Two and two make crime

So how do we know that the Ukrainian government, and therefore CIA, programme includes smuggling oil? How do we know that shooting down a plane belonging to the West’s greatest competitor in the energy field, Russia, is connected to smuggling oil?

Saakashvili is Governor of Odessa, a port city. He has a longstanding relationship with Turkey, or rather official Turkey. His mother is the rector of the International Black Sea University, which is effectively run by the Turkish state, and has close ties with Turkish business interests who themselves have close ties to, or are members of, the Turkish government.

While Saakashvili was president he gave a number of influential Turkish citizens Georgian passports, at knockdown prices. He didn’t do the same for Turks in general, or even Georgians, who were entitled to Georgian passports, who lived in Russia. He also concocted a transport agreement with Turkey, under which Turkish trucks and buses could cross the Georgian border free of charge while Georgian ones had to pay 800 euro for the privilege. The outcome of this was that most of the Georgian transport companies which once crossed the border went bankrupt, replaced by Turkish ones.

The current President of Turkey has business connections, through his family, with the supply of ISIS oil from Syria and Iraq. Members of his AKP party trade this oil, and those who publish photos of weapons being sent to ISIS are jailed. In most countries, such compromising relationships would render a president liable to investigation and subsequent impeachment – think Clinton and Whitewater, which involved his wife rather than him.

The West arms, trains and funds ISIS. One way it does that is by buying its oil, in an attempt to maintain control of the supply. Now former clients of the CIA black ops department, Saakashvili and his gang, have been inserted to Ukraine, the latest US project, and control its ports.

So that is where the ISIS oil must be going. If you look at what went on in the Turkish-controlled ports in Georgia, Batumi and Poti, during Saakashvili’s time, all of which is well documented, this conclusion is inescapable.

Evil is stranger than fiction

Russia is the West’s biggest challenger for control of world energy resources. That is why the West soon abandoned its initial attempts to be friendly to post-Communist Russia: it couldn’t buy it off the way it did everywhere else, it has enough resources of its own. It is also why the West sees anything, war and smuggling included, as fair game in its struggle to retain control, as it is unable to prevail by purely legal means.

Consequently, Russia has to be made to be on the other side, somehow, even when it is technically on the same side as the West.
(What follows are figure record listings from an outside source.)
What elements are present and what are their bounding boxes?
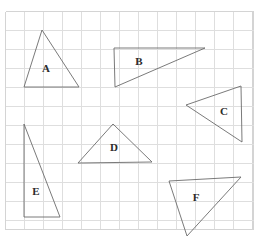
triangle-d-label: D bbox=[110, 141, 118, 153]
shapes-layer bbox=[24, 30, 242, 236]
triangle-a-label: A bbox=[42, 62, 50, 74]
triangle-a[interactable] bbox=[24, 30, 79, 87]
worksheet-canvas: ABCDEF bbox=[0, 0, 277, 244]
triangles-grid-figure: ABCDEF bbox=[0, 0, 277, 244]
triangle-b[interactable] bbox=[114, 48, 205, 87]
triangle-c-label: C bbox=[220, 105, 228, 117]
triangle-e[interactable] bbox=[24, 124, 60, 217]
triangle-f[interactable] bbox=[169, 177, 241, 236]
triangle-f-label: F bbox=[193, 191, 200, 203]
triangle-e-label: E bbox=[32, 185, 39, 197]
triangle-b-label: B bbox=[135, 55, 143, 67]
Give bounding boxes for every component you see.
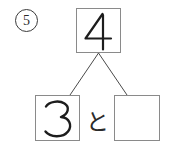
handwritten-digit-4-icon [76, 8, 121, 53]
worksheet-page: 5 と [0, 0, 171, 158]
connector-line-right [99, 53, 128, 95]
connector-line-left [70, 53, 99, 95]
conjunction-label: と [85, 106, 109, 138]
handwritten-digit-3-icon [35, 95, 80, 141]
part-box-right[interactable] [114, 95, 160, 141]
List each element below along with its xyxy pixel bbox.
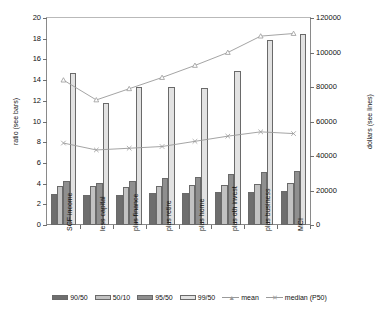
y-tick-right [310, 18, 314, 19]
y-ticklabel-left: 14 [33, 76, 41, 84]
y-ticklabel-left: 10 [33, 118, 41, 126]
x-category-label: plus home [198, 199, 205, 231]
legend-swatch-icon [180, 295, 196, 300]
plot-inner: 02468101214161820 0200004000060000800001… [47, 18, 310, 225]
legend-swatch-icon [137, 295, 153, 300]
y-tick-left [43, 59, 47, 60]
legend-line-marker-icon: ▲ [222, 294, 239, 301]
legend-item-90-50[interactable]: 90/50 [52, 294, 88, 301]
y-ticklabel-right: 40000 [316, 152, 337, 160]
legend-item-mean[interactable]: ▲mean [222, 294, 259, 301]
y-tick-left [43, 204, 47, 205]
legend-label: 90/50 [70, 294, 88, 301]
legend-item-median--p50-[interactable]: ✕median (P50) [266, 294, 327, 301]
y-tick-right [310, 122, 314, 123]
x-tick [80, 225, 81, 229]
legend-label: 99/50 [198, 294, 216, 301]
y-tick-left [43, 18, 47, 19]
y-ticklabel-left: 2 [37, 200, 41, 208]
legend-label: median (P50) [285, 294, 327, 301]
bar-group [149, 18, 175, 225]
legend-line-marker-icon: ✕ [266, 294, 283, 301]
y-ticklabel-left: 20 [33, 14, 41, 22]
y-tick-left [43, 184, 47, 185]
y-ticklabel-left: 18 [33, 35, 41, 43]
x-tick [179, 225, 180, 229]
y-tick-left [43, 163, 47, 164]
y-ticklabel-left: 8 [37, 138, 41, 146]
x-category-label: plus business [264, 189, 271, 231]
y-tick-left [43, 39, 47, 40]
plot-area: 02468101214161820 0200004000060000800001… [46, 17, 311, 225]
bar-group [182, 18, 208, 225]
y-ticklabel-left: 16 [33, 55, 41, 63]
bar-99-50 [300, 34, 306, 225]
chart-legend: 90/5050/1095/5099/50▲mean✕median (P50) [0, 294, 379, 301]
legend-swatch-icon [95, 295, 111, 300]
x-tick [211, 225, 212, 229]
y-ticklabel-right: 0 [316, 221, 320, 229]
x-category-label: MCI [297, 218, 304, 231]
x-category-label: SCF income [66, 192, 73, 231]
y-ticklabel-left: 6 [37, 159, 41, 167]
legend-label: mean [241, 294, 259, 301]
legend-label: 95/50 [155, 294, 173, 301]
legend-swatch-icon [52, 295, 68, 300]
y-tick-left [43, 80, 47, 81]
x-category-label: plus oth invest [231, 186, 238, 231]
x-category-label: less capital [99, 196, 106, 231]
x-tick [310, 225, 311, 229]
y-tick-left [43, 225, 47, 226]
y-ticklabel-left: 4 [37, 180, 41, 188]
y-tick-right [310, 53, 314, 54]
y-axis-right-title: dollars (see lines) [366, 75, 373, 169]
y-tick-right [310, 156, 314, 157]
y-tick-right [310, 87, 314, 88]
bar-group [83, 18, 109, 225]
legend-item-50-10[interactable]: 50/10 [95, 294, 131, 301]
x-tick [244, 225, 245, 229]
legend-label: 50/10 [113, 294, 131, 301]
y-ticklabel-right: 100000 [316, 49, 341, 57]
y-ticklabel-left: 0 [37, 221, 41, 229]
y-axis-left-title: ratio (see bars) [12, 77, 19, 167]
x-tick [277, 225, 278, 229]
x-tick [113, 225, 114, 229]
chart-container: ratio (see bars) dollars (see lines) 024… [0, 0, 379, 317]
y-tick-left [43, 122, 47, 123]
y-ticklabel-left: 12 [33, 97, 41, 105]
y-tick-right [310, 191, 314, 192]
y-ticklabel-right: 20000 [316, 187, 337, 195]
x-category-label: plus retire [165, 200, 172, 231]
y-tick-left [43, 101, 47, 102]
y-ticklabel-right: 80000 [316, 83, 337, 91]
legend-item-99-50[interactable]: 99/50 [180, 294, 216, 301]
y-ticklabel-right: 120000 [316, 14, 341, 22]
y-ticklabel-right: 60000 [316, 118, 337, 126]
y-tick-left [43, 142, 47, 143]
legend-item-95-50[interactable]: 95/50 [137, 294, 173, 301]
bar-group [281, 18, 307, 225]
x-tick [146, 225, 147, 229]
x-category-label: plus finance [132, 194, 139, 231]
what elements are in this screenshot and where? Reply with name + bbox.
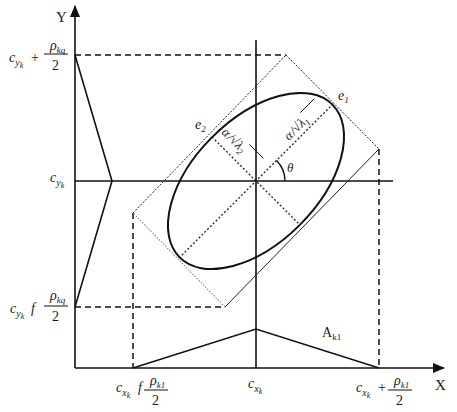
svg-text:cyk: cyk [10,301,25,321]
svg-text:+: + [31,50,39,65]
y-tick-bottom-label: cyk f ρkq 2 [10,288,68,324]
svg-text:α/√λ1: α/√λ1 [281,112,313,144]
svg-text:ρk1: ρk1 [393,373,409,390]
y-tick-mid-label: cyk [50,170,65,190]
svg-text:cyk: cyk [9,50,24,70]
svg-text:2: 2 [152,393,159,408]
svg-text:ρkq: ρkq [49,38,66,55]
svg-text:f: f [138,380,144,395]
rect-edge-top-right [286,55,379,149]
svg-text:cxk: cxk [248,376,263,396]
svg-text:cyk: cyk [50,170,65,190]
svg-text:ρk1: ρk1 [149,373,165,390]
x-axis-label: X [435,377,446,393]
svg-text:+: + [378,380,386,395]
theta-arc [277,161,286,182]
rect-edge-right-bottom [225,149,379,307]
svg-text:cxk: cxk [356,380,371,400]
area-label: Ak1 [322,325,341,342]
rect-edge-bottom-left [133,213,225,307]
x-tick-left-label: cxk f ρk1 2 [116,373,168,408]
theta-label: θ [287,160,294,175]
e2-label: e2 [195,117,206,134]
svg-text:2: 2 [396,393,403,408]
e1-label: e1 [338,88,349,105]
svg-text:ρkq: ρkq [49,288,66,305]
svg-text:2: 2 [52,309,59,324]
svg-text:α/√λ2: α/√λ2 [217,125,250,158]
svg-text:2: 2 [52,58,59,73]
x-tick-right-label: cxk + ρk1 2 [356,373,412,408]
svg-text:cxk: cxk [116,380,131,400]
major-axis-label: α/√λ1 [281,99,327,145]
y-axis-label: Y [56,9,67,25]
x-tick-mid-label: cxk [248,376,263,396]
y-tick-top-label: cyk + ρkq 2 [9,38,68,73]
svg-text:f: f [31,301,37,316]
ellipse-projection-diagram: Y X cyk + ρkq 2 cyk cyk f ρkq 2 cxk [0,0,457,412]
rect-edge-left-top [133,55,286,213]
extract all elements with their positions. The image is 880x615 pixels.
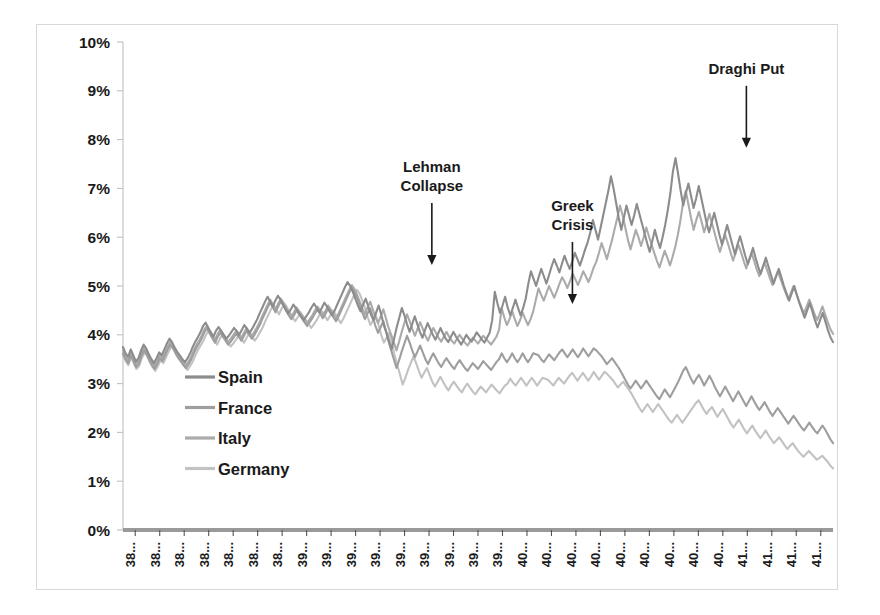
- legend-item-germany[interactable]: Germany: [185, 460, 290, 478]
- bond-yield-line-chart: 10%9%8%7%6%5%4%3%2%1%0%38...38...38...38…: [37, 25, 839, 591]
- legend-item-italy[interactable]: Italy: [185, 429, 252, 447]
- x-axis-tick-label: 40...: [686, 542, 701, 567]
- x-axis-tick-label: 39...: [295, 542, 310, 567]
- x-axis-tick-label: 40...: [588, 542, 603, 567]
- annotation-label: Greek: [551, 197, 594, 214]
- x-axis-tick-label: 40...: [564, 542, 579, 567]
- x-axis-tick-label: 41...: [735, 542, 750, 567]
- x-axis-tick-label: 38...: [172, 542, 187, 567]
- y-axis-tick-label: 6%: [88, 229, 111, 246]
- x-axis-tick-label: 39...: [319, 542, 334, 567]
- x-axis-tick-label: 38...: [221, 542, 236, 567]
- annotation-arrow-head: [568, 294, 577, 304]
- annotation-label: Draghi Put: [708, 60, 784, 77]
- x-axis-tick-label: 39...: [344, 542, 359, 567]
- x-axis-tick-label: 40...: [515, 542, 530, 567]
- series-line-italy: [123, 191, 833, 366]
- x-axis-tick-label: 40...: [711, 542, 726, 567]
- annotation-label: Collapse: [401, 177, 464, 194]
- annotation-label: Lehman: [403, 158, 461, 175]
- x-axis-tick-label: 40...: [637, 542, 652, 567]
- x-axis-tick-label: 40...: [613, 542, 628, 567]
- y-axis-tick-label: 0%: [88, 522, 111, 539]
- chart-plot-area: 10%9%8%7%6%5%4%3%2%1%0%38...38...38...38…: [37, 25, 837, 589]
- x-axis-tick-label: 38...: [148, 542, 163, 567]
- x-axis-tick-label: 39...: [490, 542, 505, 567]
- y-axis-tick-label: 1%: [88, 473, 111, 490]
- series-line-france: [123, 288, 833, 443]
- x-axis-tick-label: 38...: [123, 542, 138, 567]
- legend-item-france[interactable]: France: [185, 399, 272, 417]
- annotation-arrow-head: [427, 255, 436, 265]
- legend-label-spain: Spain: [218, 368, 263, 386]
- x-axis-tick-label: 39...: [417, 542, 432, 567]
- x-axis-tick-label: 41...: [809, 542, 824, 567]
- legend-label-germany: Germany: [218, 460, 290, 478]
- y-axis-tick-label: 10%: [79, 34, 110, 51]
- annotation-lehman-collapse: LehmanCollapse: [401, 158, 464, 265]
- x-axis-tick-label: 39...: [466, 542, 481, 567]
- legend-label-italy: Italy: [218, 429, 252, 447]
- x-axis-tick-label: 41...: [760, 542, 775, 567]
- x-axis-tick-label: 39...: [393, 542, 408, 567]
- y-axis-tick-label: 8%: [88, 131, 111, 148]
- y-axis-tick-label: 2%: [88, 424, 111, 441]
- series-line-spain: [123, 158, 833, 363]
- x-axis-tick-label: 40...: [539, 542, 554, 567]
- legend-label-france: France: [218, 399, 272, 417]
- annotation-arrow-head: [742, 138, 751, 148]
- y-axis-tick-label: 5%: [88, 278, 111, 295]
- chart-figure: 10%9%8%7%6%5%4%3%2%1%0%38...38...38...38…: [36, 24, 838, 590]
- x-axis-tick-label: 39...: [368, 542, 383, 567]
- legend-item-spain[interactable]: Spain: [185, 368, 263, 386]
- y-axis-tick-label: 7%: [88, 180, 111, 197]
- y-axis-tick-label: 9%: [88, 82, 111, 99]
- x-axis-tick-label: 38...: [270, 542, 285, 567]
- x-axis-tick-label: 38...: [197, 542, 212, 567]
- x-axis-tick-label: 39...: [442, 542, 457, 567]
- y-axis-tick-label: 4%: [88, 326, 111, 343]
- x-axis-tick-label: 38...: [246, 542, 261, 567]
- y-axis-tick-label: 3%: [88, 375, 111, 392]
- annotation-label: Crisis: [552, 216, 594, 233]
- x-axis-tick-label: 40...: [662, 542, 677, 567]
- x-axis-tick-label: 41...: [784, 542, 799, 567]
- annotation-draghi-put: Draghi Put: [708, 60, 784, 148]
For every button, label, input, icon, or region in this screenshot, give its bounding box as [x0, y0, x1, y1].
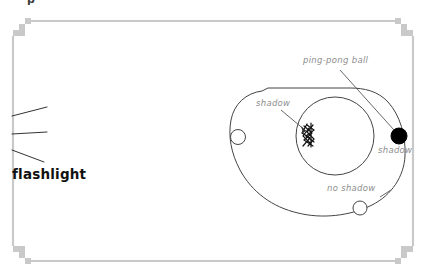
no-shadow-label: no shadow [327, 184, 376, 193]
ball-bottom-white [353, 201, 367, 215]
ping-pong-ball-label: ping-pong ball [303, 56, 368, 65]
diagram-canvas [0, 0, 427, 278]
ball-right-black [391, 128, 407, 144]
worksheet-diagram-screenshot: p [0, 0, 427, 278]
ray-middle-icon [12, 132, 47, 134]
shadow-label-left: shadow [256, 99, 290, 108]
shadow-label-right: shadow [378, 146, 412, 155]
ball-left-white [231, 130, 246, 145]
shadow-scribble-icon [302, 123, 314, 147]
ray-upper-icon [12, 107, 47, 116]
ray-lower-icon [12, 150, 44, 162]
flashlight-ray-group [12, 107, 47, 162]
annotation-leader-lines [281, 70, 394, 197]
flashlight-label: flashlight [12, 168, 86, 182]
It is when it is combating ISIS, but not when that disrupts the oil supplies ISIS was inserted to get. Shooting down Russian fighter planes thus serves many purposes, but none of them are good ones.

Percy Bysshe Shelley once wrote a poem entitled “To a Balloon Laden With Knowledge”.

Russia knows very well why the West continues with its wars and what their outcomes are. It also knows the track record of its patsies. This is the knowledge its planes are laden with, and this is what the West is trying to shoot down. But there are enough Saakashvilis in this world to ensure that the truth isn’t going to go away.

Henry Kamens, columnist, expert on Central Asia and Caucasus, exclusively for the online magazine “New Eastern Outlook”.